Margaret Spearmon, faculty emerita and the school’s director of community engagement, leads Project Connect. Thanks to partnerships with agencies and organizations around the state, the school continues to learn of other needs, Spearmon said.

“We’ve had a very long history of collaborating with the community. There’s an openness to seeing how different minds can approach problem solving, and how we can promote equity and social justice. The more people you bring to the table from various disciplines and sectors to look at different situations, the richer and more creative the outcome,” she said.

The projects led by social work faculty at the Indigenous Wellness Research Institute collaborate with Native agencies, youth leaders and other community members. One, POP (Protect Our Population) Art, has begun working with Washington tribes to develop community-appropriate, preventive health messages, using poster art to spread the word.

Native Americans suffer disproportionate rates of hypertension, diabetes and other conditions, putting them at greater risk of fatality related to the coronavirus. Here in Washington, Native Americans represent about 1% of COVID-19 cases. Native Americans’ history with disease since contact with white settlers has been devastating, said social work professor Karina Walters, co-director of the Indigenous Wellness Research Institute and faculty lead on the POP Art project. And the 1918 flu affected Natives at four times the rate of the general population. But just as communities have survived before, they will survive again, she said.

“Art is a vehicle to share prevention messages and a quick tool for public service,” said Walters, noting the legacy of various forms of art – drama, music, oral storytelling – in Native communities.

The messaging through POP Art will use Native humor and, likely, graffiti art to address themes that resonate, such as respect for elders, taking care of family, and the responsibility of all for the surrounding community. Researchers plan to work with Native artists to produce the posters.

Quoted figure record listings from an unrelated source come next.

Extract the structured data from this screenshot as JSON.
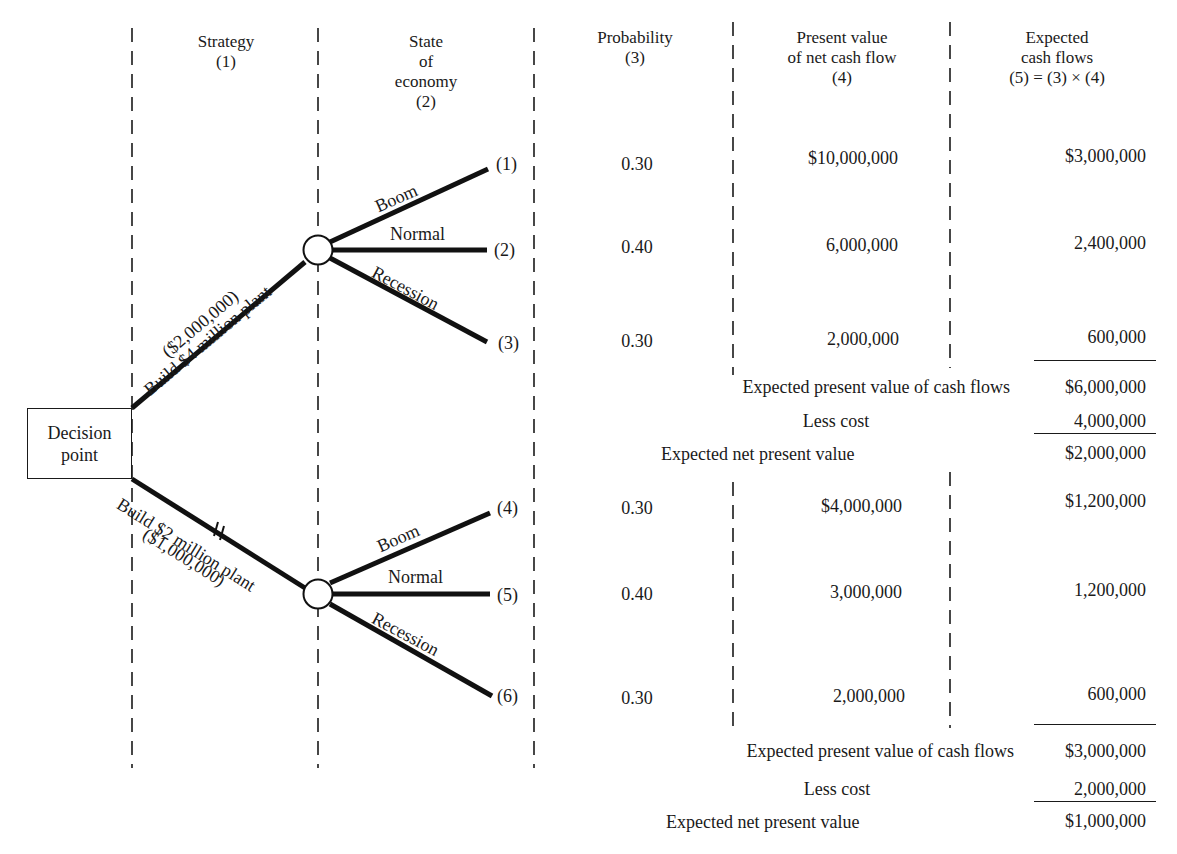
{
  "headers": {
    "strategy": [
      "Strategy",
      "(1)"
    ],
    "state_of_economy": [
      "State",
      "of",
      "economy",
      "(2)"
    ],
    "probability": [
      "Probability",
      "(3)"
    ],
    "present_value": [
      "Present value",
      "of net cash flow",
      "(4)"
    ],
    "expected_cash_flows": [
      "Expected",
      "cash flows",
      "(5) = (3) × (4)"
    ]
  },
  "decision_point": [
    "Decision",
    "point"
  ],
  "strategies": [
    {
      "label": "Build $4 million plant",
      "sub_label": "($2,000,000)",
      "outcomes": [
        {
          "state": "Boom",
          "node": "(1)",
          "probability": "0.30",
          "present_value": "$10,000,000",
          "expected": "$3,000,000"
        },
        {
          "state": "Normal",
          "node": "(2)",
          "probability": "0.40",
          "present_value": "6,000,000",
          "expected": "2,400,000"
        },
        {
          "state": "Recession",
          "node": "(3)",
          "probability": "0.30",
          "present_value": "2,000,000",
          "expected": "600,000"
        }
      ],
      "summary": {
        "expected_pv_label": "Expected present value of cash flows",
        "expected_pv_value": "$6,000,000",
        "less_cost_label": "Less cost",
        "less_cost_value": "4,000,000",
        "enpv_label": "Expected net present value",
        "enpv_value": "$2,000,000"
      }
    },
    {
      "label": "Build $2 million plant",
      "sub_label": "($1,000,000)",
      "rejected_mark": "//",
      "outcomes": [
        {
          "state": "Boom",
          "node": "(4)",
          "probability": "0.30",
          "present_value": "$4,000,000",
          "expected": "$1,200,000"
        },
        {
          "state": "Normal",
          "node": "(5)",
          "probability": "0.40",
          "present_value": "3,000,000",
          "expected": "1,200,000"
        },
        {
          "state": "Recession",
          "node": "(6)",
          "probability": "0.30",
          "present_value": "2,000,000",
          "expected": "600,000"
        }
      ],
      "summary": {
        "expected_pv_label": "Expected present value of cash flows",
        "expected_pv_value": "$3,000,000",
        "less_cost_label": "Less cost",
        "less_cost_value": "2,000,000",
        "enpv_label": "Expected net present value",
        "enpv_value": "$1,000,000"
      }
    }
  ]
}
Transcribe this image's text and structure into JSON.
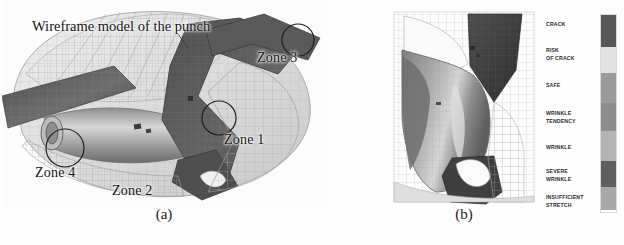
{
  "figure": {
    "type": "sheet-metal-forming-fem-result",
    "panels": [
      {
        "id": "a",
        "caption": "(a)",
        "annotation_title": "Wireframe model of the punch",
        "zones": [
          {
            "label": "Zone 1",
            "x": 222,
            "y": 140,
            "circle": {
              "cx": 217,
              "cy": 118,
              "r": 17
            }
          },
          {
            "label": "Zone 2",
            "x": 110,
            "y": 190,
            "circle": null
          },
          {
            "label": "Zone 3",
            "x": 255,
            "y": 58,
            "circle": {
              "cx": 296,
              "cy": 40,
              "r": 16
            }
          },
          {
            "label": "Zone 4",
            "x": 37,
            "y": 172,
            "circle": {
              "cx": 63,
              "cy": 148,
              "r": 19
            }
          }
        ]
      },
      {
        "id": "b",
        "caption": "(b)",
        "annotation_title": "",
        "zones": []
      }
    ]
  },
  "legend": {
    "name": "forming-limit-legend",
    "items": [
      {
        "lines": [
          "CRACK"
        ],
        "color": "#575757",
        "top": 15,
        "band_top": 2,
        "band_height": 32
      },
      {
        "lines": [
          "RISK",
          "OF CRACK"
        ],
        "color": "#e2e2e2",
        "top": 43,
        "band_top": 34,
        "band_height": 26
      },
      {
        "lines": [
          "SAFE"
        ],
        "color": "#9b9b9b",
        "top": 78,
        "band_top": 60,
        "band_height": 30
      },
      {
        "lines": [
          "WRINKLE",
          "TENDENCY"
        ],
        "color": "#8e8e8e",
        "top": 106,
        "band_top": 90,
        "band_height": 28
      },
      {
        "lines": [
          "WRINKLE"
        ],
        "color": "#b4b4b4",
        "top": 140,
        "band_top": 118,
        "band_height": 30
      },
      {
        "lines": [
          "SEVERE",
          "WRINKLE"
        ],
        "color": "#5f5f5f",
        "top": 163,
        "band_top": 148,
        "band_height": 26
      },
      {
        "lines": [
          "INSUFFICIENT",
          "STRETCH"
        ],
        "color": "#a8a8a8",
        "top": 190,
        "band_top": 174,
        "band_height": 23
      }
    ]
  },
  "chart_data": {
    "type": "heatmap",
    "xlabel": "",
    "ylabel": "",
    "categories": [
      "CRACK",
      "RISK OF CRACK",
      "SAFE",
      "WRINKLE TENDENCY",
      "WRINKLE",
      "SEVERE WRINKLE",
      "INSUFFICIENT STRETCH"
    ],
    "values": [
      1,
      2,
      3,
      4,
      5,
      6,
      7
    ],
    "colors": [
      "#575757",
      "#e2e2e2",
      "#9b9b9b",
      "#8e8e8e",
      "#b4b4b4",
      "#5f5f5f",
      "#a8a8a8"
    ],
    "legend_position": "right",
    "grid": false
  }
}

While that project addresses one level of social work practice – community, other activities focus on the individual or family level, like Partners for Our Children’s Supportive Virtual Family Time.

Some 8,100 children and teens are in foster, or “out-of-home” care in Washington, awaiting reunification with their biological families. Regular family time sessions with parents are part of the arrangement, typically in a neutral location and supervised by a representative of a child welfare agency or private nonprofit.

But with Gov. Jay Inslee’s stay-at-home order effective March 26, “we realized pretty quickly that there was a need for a program to train those individuals who would be supervising visits,” Tajima said. “What can a parent do to maintain bonds when they can’t hold the child or give them a hug?”

So Tajima’s team developed a free training curriculum and guide for Supportive Virtual Family Time, which includes videos and tips for every step of the process, such as helping parents cope with stress leading up to the family time, and establishing some online hello/goodbye rituals with their children. The curriculum is piloting another strategy, too: a remote meeting, monitored by the family time navigator, between the parent and foster caregiver. It represents a shift in the approach to child welfare, Tajima explained, making it more about supporting the family rather than “saving” the child.

Two students joined the research component of Supportive Virtual Family Time: an undergraduate, who compiled a variety of activity ideas for parents and children to participate in during remote family time; and a graduate student, who designed a survey for navigators who have completed the new training and have tried the strategies when monitoring subsequent virtual family time.

The Supportive Virtual Family Time project, like many of the Project Connect efforts, is expected to continue beyond its immediate tasks and goals, the product of a rapid deployment of resources to meet a social challenge, said Rachel Wrenn, the school’s assistant dean for field education.

“We’ve always been very active and committed, as a school, to community needs, but the convergence of the suffering and social injustices uncovered by the pandemic, and the continuing violence in society, will mobilize us to respond in even more innovative ways,” she said.